Refugee abuse in Brazil
Last Monday, health authorities in Rio de Janeiro revealed that the death of a refugee from the DRC on the Monday prior had been caused by blunt force trauma inflicted by his employer, reacting to his employee’s request to have his back pay disbursed. | On Friday, Brazilian civil society leaders condemned racialized violence in Brazil and called for demonstrations to commemorate the life and protest the violent death of Moïse Mugenyi Kabagambe. | On Saturday, mass demonstrations took place is Rio de Janeiro, São Paulo, and multiple other major Brazilian cities to condemn violence against Black Brazilians.
Irregular migration between Bolivia and Chile
Last Thursday, Chilean Foreign Minister Andrés Allamand met with his Spanish counterpart in Madrid, prompting protests by domestic opposition leaders that he was missing in action as protests against irregular migration peaked in northern Chile, leading government officials to insist Allamand was in Spain on vacation, and Allamand himself to resign by the end of the week. | On Sunday, Chile’s and Bolivia’s Interior Ministers announced the forthcoming launch of 3 parallel roundtables to discuss and craft policy around irregular migration, trafficking in contraband, and human trafficking, with Chile’s interim Foreign Minister indicating his keenness to sign bilateral cooperation agreements in short order.

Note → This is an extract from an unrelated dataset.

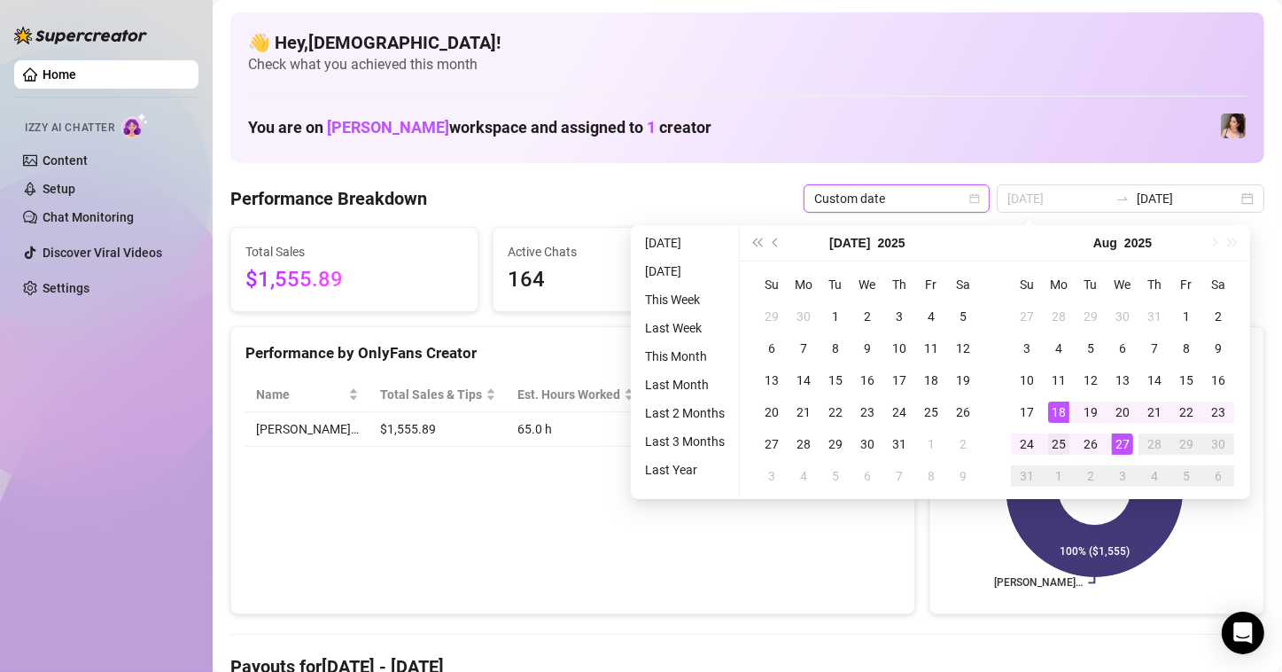 The image size is (1282, 672). What do you see at coordinates (772, 412) in the screenshot?
I see `td: 2025-07-20` at bounding box center [772, 412].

Sources: Telemundo, the Independent, CBS News, NBC News, Reuters, EFE, AP, AFP, el Espectador, Globo, the Guardian, RPP.
Oceania
Australia
Last Monday, the city council of Hobart approved 2 largely symbolic motions to advocate for the release of refugees from onshore detention across Australia, and to allow the 30 refugees held at Melbourne’s Park Hotel to be transferred to Tasmania and settled in Hobart. | On Wednesday, the Human Rights Law Centre released findings from a survey showing that clear majorities of Australians favor the economic and cultural benefits that immigration brings to Australia, and favor a pathway to permanent residency for temporary visa holders.